Centered in his speeches, sidelined in his actions.
Centered in his speeches, sidelined in his actions.
Opinion | By killing schoolchildren en masse, we are giving Iranians the freedom and liberty that Americans have enjoyed in Littleton, Newtown, Parkland, and Uvalde.
One of the lessons of the Iran war is that it was a huge mistake not to even try to put any of the Iraq war architects in prison. We shouldnβt make it again.
Iranβs people were facing a horrible shortage of water before the war began. If we are destroying desalination plants and setting fire to Teheran we are committing unfathomable crimes.
There was a documentary about putting out oil fires after the 1991 Gulf War. I don't know how much has changed in 35 years. youtu.be/XoXcgEZq8gY?...
In case you curious why the US has not been welcomed into Tehran as liberators.
Just finished @adamconover.net conversation with Reza Aslan. Really good breakdown of the US-Israeli war on Iran, its causes and likely outcomes. Give it a listen.
I continue to be gobsmacked at 1) how common this formulation is 2) how antisemitic and generally bigoted it is 3) and how for all the talk of anti-semitism this is never cited as an example even though itβs quite literally the original incarnation.
Last but not least is a comparative grad seminar called Barbarians, Bandits, and Other Pests: History from the Margins
Academic history colleagues, list all the different courses you teach...
Here's mine:
World to 1500
Middle East (600-1700)
Global Middle Ages
History of Iran
Intro to Historical Thought & Methods
Crusades
Central Asia & Afghanistan
History of Punk
"Golden Age" of Islamic Civ
Digital Methods
This is where @repgreglandsman.bsky.social bipartisanship leads to.
This is the type of bipartisanship one can expect from @repgreglandsman.bsky.social
New #OpenAccess book from @degruyterbrill.bsky.social:
Slavery and the Shaping of the Premodern Muslim Family
Whoever let @repgreglandsman.bsky.social do this interview must be working for @damon4congress.bsky.social. Landsman comes off as such an empty suit with no understanding of what's going on. An embarrassment.

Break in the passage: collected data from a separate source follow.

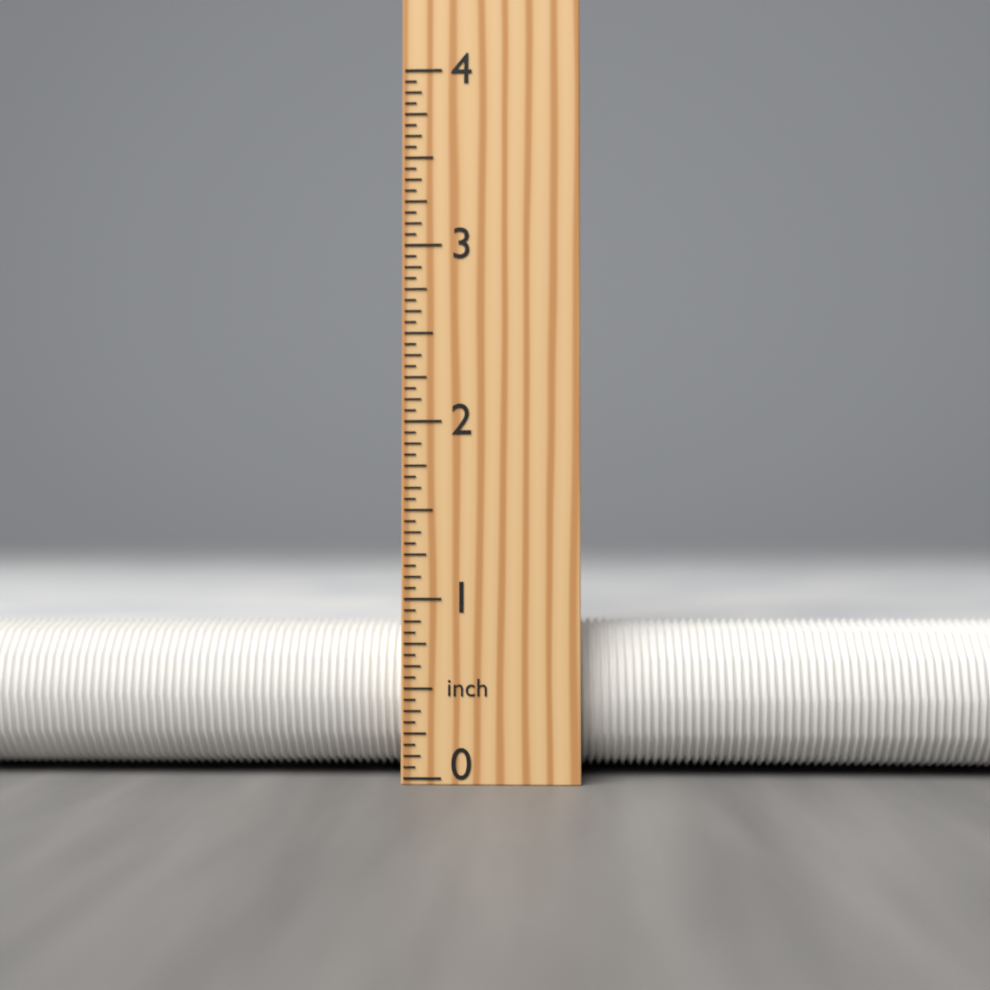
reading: 0.8750 inch
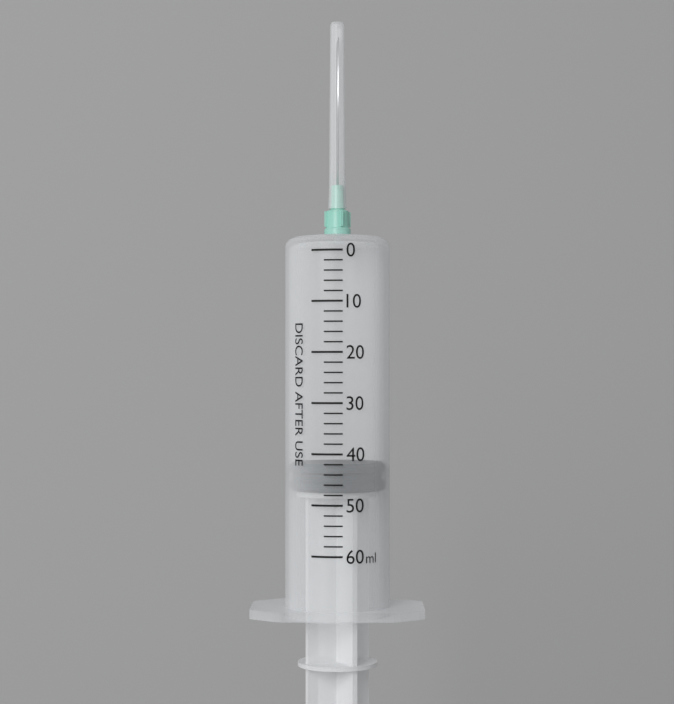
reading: 42 ml
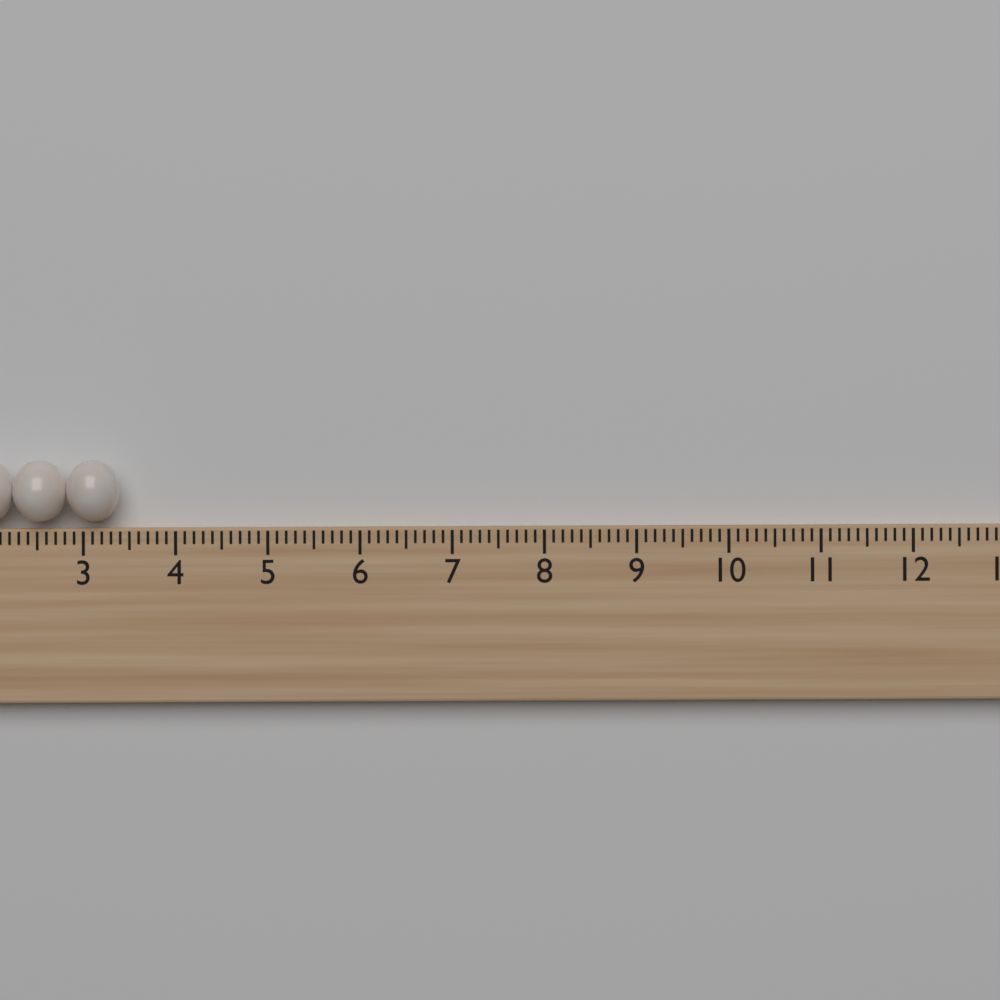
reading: 3.4 (no unit)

When isn't @repgreglandsman.bsky.social joining the GOP to defend horrible policies? He loves to talk about bipartisanship, but at this point the most bipartisan thing he could do is start supporting Democratic priorities.
A LATE-BREAKING TT JOB.....
Assistant Professor, Near Eastern Archaeology, University of Toronto
Archaeology of the Levant (from south-central TΓΌrkiye to northwestern Saudi Arabia) during the Bronze and Iron Ages (3,000 to 500 BCE),
universityaffairs.ca/search-jobs/...
This will be filling a spot that used to include the writings of Usama bin Laden.
I'll be in touch.
I think about this Tony Benn speech much more than I used to
I'm scheduled to teach my Crusades course in the Fall and I'm planning to start the whole thing with reading a selection of Hegseth's speeches and maybe the introduction to his book, American Crusade.

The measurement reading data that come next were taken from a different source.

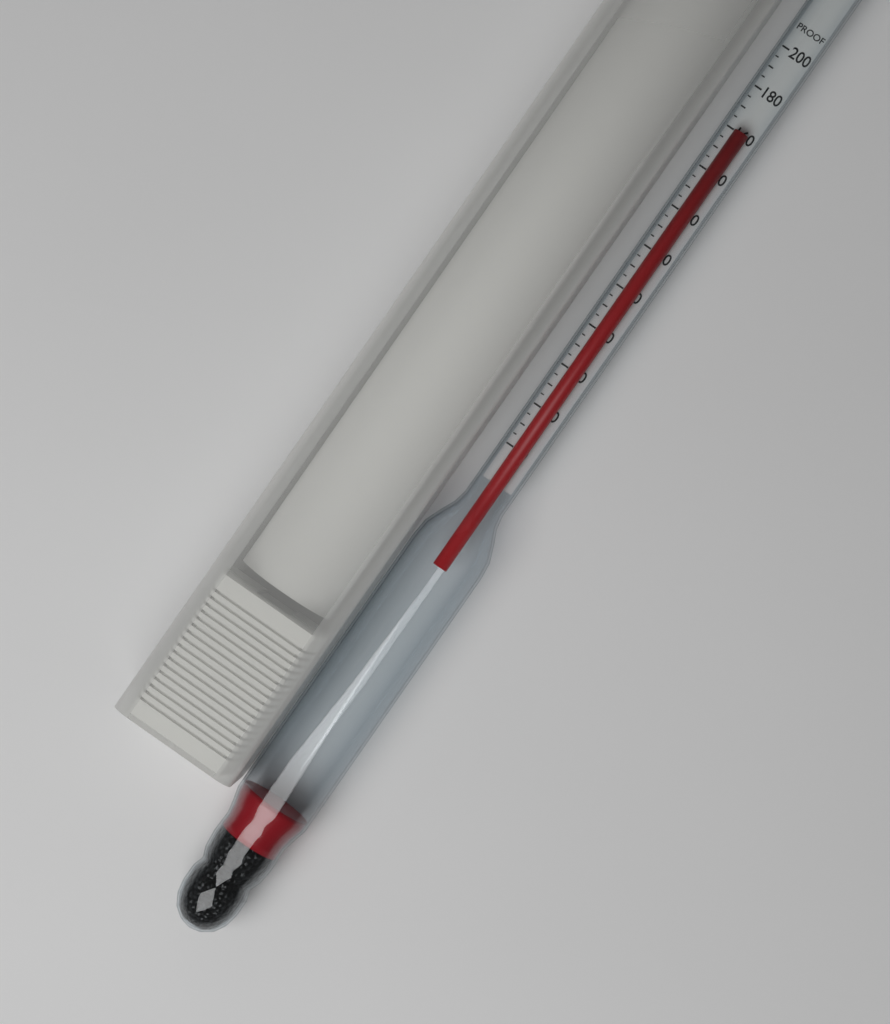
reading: 160 proof
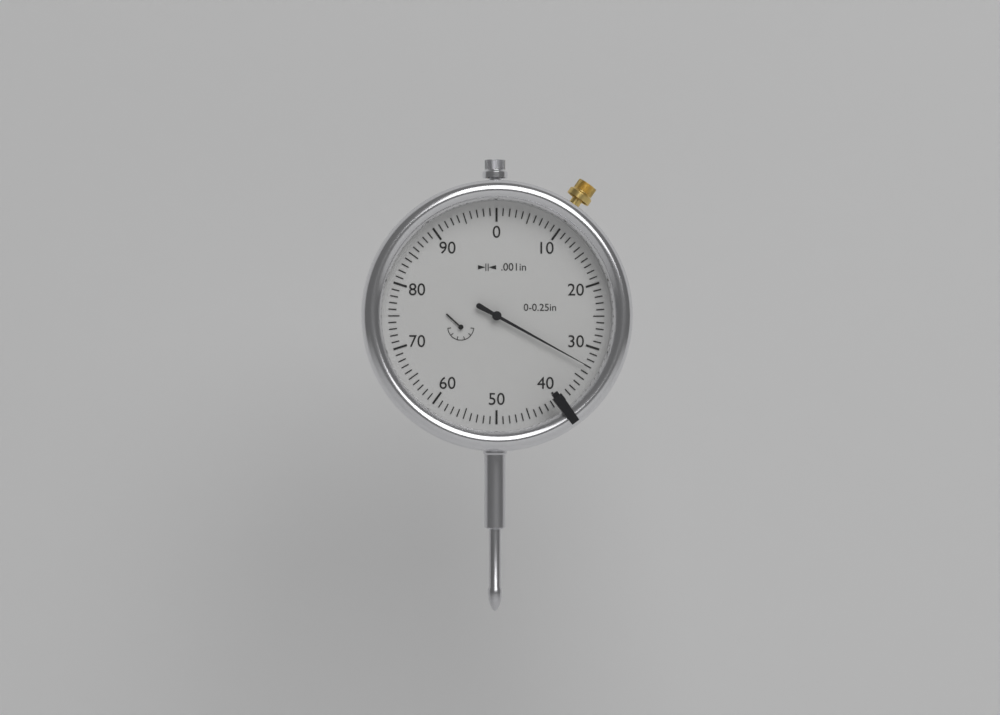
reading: 0.033 in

Don't forget their funding of the RSF in Sudan.
Job Announcement: Assistant Teaching Professor, Persian Studies at Georgetown
The Persian Studies Program at Georgetown University invites applications for a three-year, full-time, non-tenure-track position at the rank of Assistant Teaching Professor to begin August 2026.

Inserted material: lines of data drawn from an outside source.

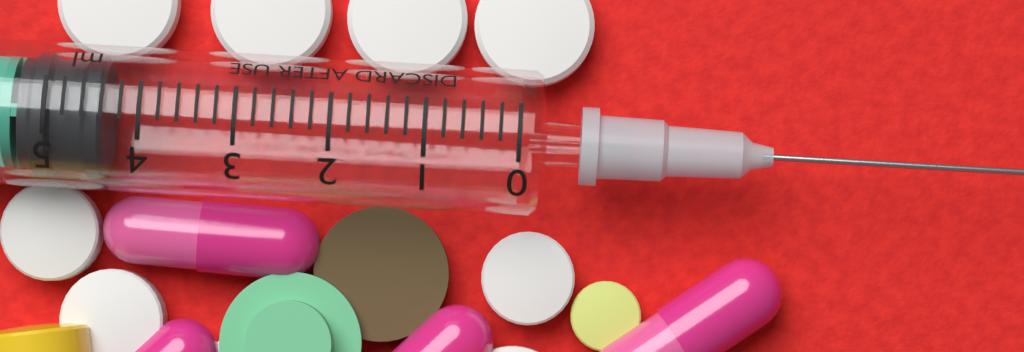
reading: 4.4 ml
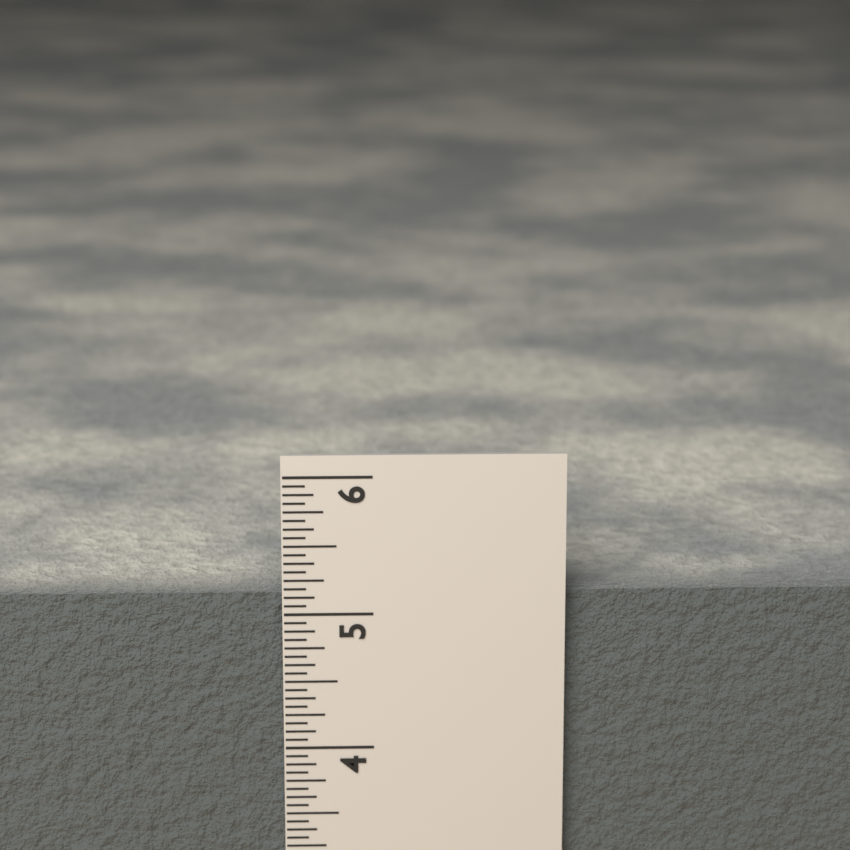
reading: 5.1250 in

apply.interfolio.com/182312
It worked so well for Mohammad Zahir Shah.
To preempt the rewriting of history that will predictably happen in mainstream US media in the coming weeks, here are some key facts:
1. Israel and the United States unilaterally attacked Iran, a sovereign nation, without provocation or other lawful basis under international law. (1/11)
1/9. In 2020 Iran did try to interfere with the presidential election.
This this this! Though I'd argue the Maduro regime is still the Maduro regime, too.
He defended the murder of a lot more school children in Gaza.
"How can you oppose war when Khamenei was evil?"
Simple. If you killed Donald Trump by nuking Washington DC, I would not mourn Trump but I'd still say you're an evil war criminal who belongs in the Hague. It's really not hard.
In a statement to The Crimson, Summers wrote that the decision to leave was βdifficultβ and that he remained βgrateful to the thousands of students and colleagues I have been privileged to teach and work with since coming to Harvard as a graduate student 50 years ago.β βFree of formal responsibility, as President Emeritus and a retired professor, I look forward in time to engaging in research, analysis, and commentary on a range of global economic issues,β he added.
When academia's stars mistreat people, they're "punished" with relief from teaching, mentoring, and service responsibilities. This frees them to spend more time on the more valued work of research. And dumps less valued responsibilities onto colleagues, making it harder for them to become stars.